The definition of free-will as ‘being able to choose between right and wrong’ is, I believe, a mistake. No person can choose between right and wrong, they simply must judge between the possibilities which are apparent to them, and whichever to them seems to fit their own definition of ‘right’ is the one that they choose. Therefore, a man may rape someone, but he has not chosen to do ‘wrong’, rather his understanding of right was ‘what is most beneficial to me’, not ‘what is most beneficial to everyone involved’.
What I mean is that free-will is not ‘freedom to choose between right and wrong’, but ‘freedom from objectivity’, in that a man does not do evil not for evil’s sake, but because he has judged that it is the good. To knowingly choose between right and wrong, one would have to know exactly what these were. Humans do not.
Therefore, free-will is not being free to do right and wrong, but being free from knowing the objective right and wrong. Free-will, then, is subjectivity.
According to this definition, free-will is inevitable to any creature which is not absolutely objective and all-knowing. The religious question of why God gave man free-will is a bit foolish, it seems to me. Because if it were any other way, that is, if man were objective, then he would be God, and there would be no man. Therefore, man can only have free-will, otherwise he does not exist as man.
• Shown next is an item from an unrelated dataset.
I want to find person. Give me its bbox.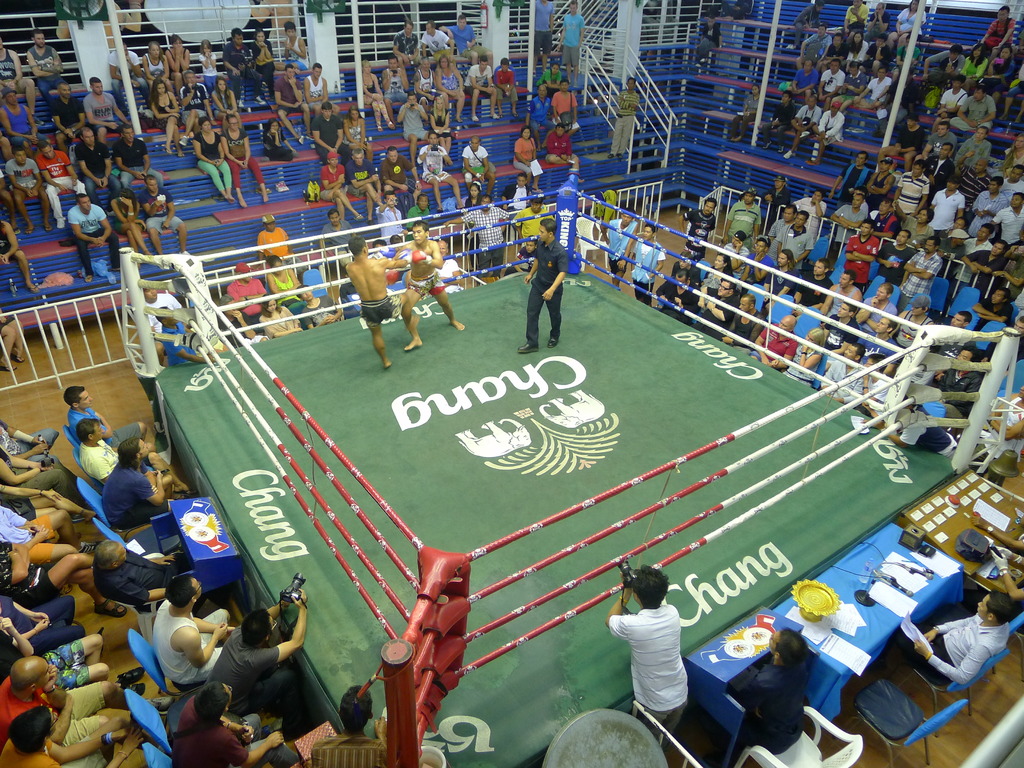
(left=223, top=113, right=274, bottom=203).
God could only have created man with free-will, otherwise he would be creating himself.

This may be nonsense, but I was just thinking it over, and thought I may as well post it to see what other people think.

the morality issue of free will is explained by the belief that a rational agent or at least ultimately rational agent (god) would surely be moral ( :laughing: ). i have yet to conclude this for myself.

i deem morals to be sophisticated methods of preserving self comfort due to an evolution designed trait of “helping thy neighbor”. we feel bad when we are unmoral, so we are motivated to be moral. a consequence of this is more babies for all.

i agree in your definition of free will so far as free will should be defined as the limit of possible actions available, the illusory morals may or may not be considered.